High-resolution ALMA Observations of SDP.81. II. Molecular Clump Properties of a Lensed Submillimeter Galaxy at z=3.042
Bunyo Hatsukade, Yoichi Tamura, Daisuke Iono, Yuichi Matsuda, Masao, Hayashi, Masamune Oguri

TL;DR
This study uses ALMA to spatially resolve molecular gas and dust in a high-redshift lensed galaxy, revealing dense molecular clumps and their relation to star formation, disk rotation, and possible merging activity.
Contribution
First detailed spatial analysis of molecular clumps in a z=3.042 galaxy, linking high-density gas regions to starburst activity and galaxy dynamics.
Findings
Identified 14 molecular clumps with sizes 50-300 pc.
Clumps exhibit surface densities much higher than local spirals.
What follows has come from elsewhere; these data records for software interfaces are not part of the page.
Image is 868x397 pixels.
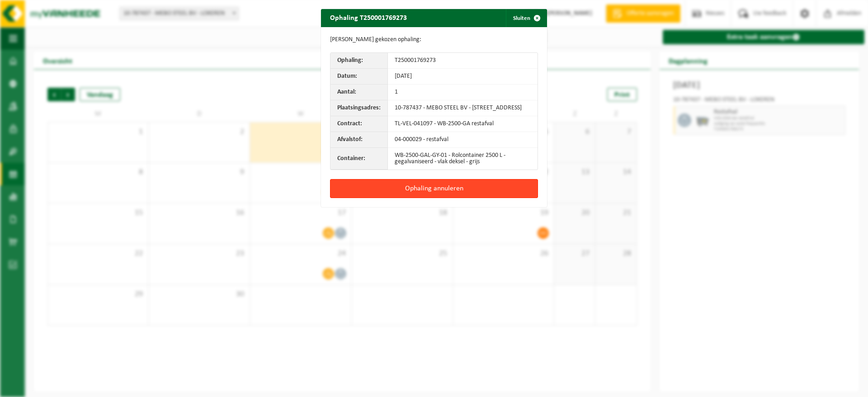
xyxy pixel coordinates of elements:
[506,9,546,27] button: Sluiten
[330,100,388,116] th: Plaatsingsadres:
[321,9,416,27] h2: Ophaling T250001769273
[388,53,538,69] td: T250001769273
[330,69,388,85] th: Datum:
[388,116,538,132] td: TL-VEL-041097 - WB-2500-GA restafval
[330,36,538,43] p: [PERSON_NAME] gekozen ophaling:
[330,132,388,148] th: Afvalstof:
[388,148,538,170] td: WB-2500-GAL-GY-01 - Rolcontainer 2500 L - gegalvaniseerd - vlak deksel - grijs
[330,179,538,198] button: Ophaling annuleren
[388,132,538,148] td: 04-000029 - restafval
[330,53,388,69] th: Ophaling:
[388,100,538,116] td: 10-787437 - MEBO STEEL BV - [STREET_ADDRESS]
[388,69,538,85] td: [DATE]
[330,85,388,100] th: Aantal:
[388,85,538,100] td: 1
[330,148,388,170] th: Container:
[330,116,388,132] th: Contract:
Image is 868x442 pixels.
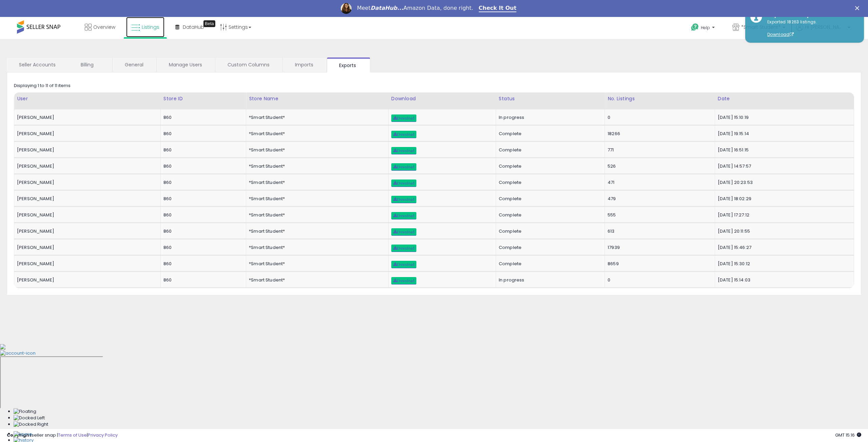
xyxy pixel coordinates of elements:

Clumps follow starburst galaxy star-formation law.
Abstract
We present spatially-resolved properties of molecular gas and dust in a gravitationally-lensed submillimeter galaxy H-ATLAS J090311.6+003906 (SDP.81) at revealed by the Atacama Large Millimeter/submillimeter Array (ALMA). We identified 14 molecular clumps in the CO(5-4) line data, all with a spatial scale of 50-300 pc in the source plane. The surface density of molecular gas () and star-formation rate () of the clumps are more than three orders of magnitude higher than those found in local spiral galaxies. The clumps are placed in the `burst' sequence in the - plane, suggesting that molecular clumps follow the star-formation law derived for local starburst galaxies. With our gravitational lens model, the positions in the source plane are derived for the molecular clumps, dust clumps, and…
Peer Reviews
No public reviews on file for this paper yet. If you reviewed it on a platform where reviews are public (OpenReview, ICLR, NeurIPS, ICML), you can paste yours below so the community can read it here.
Videos
No videos yet. Explain this paper in a talk, walkthrough, or lecture? Add one.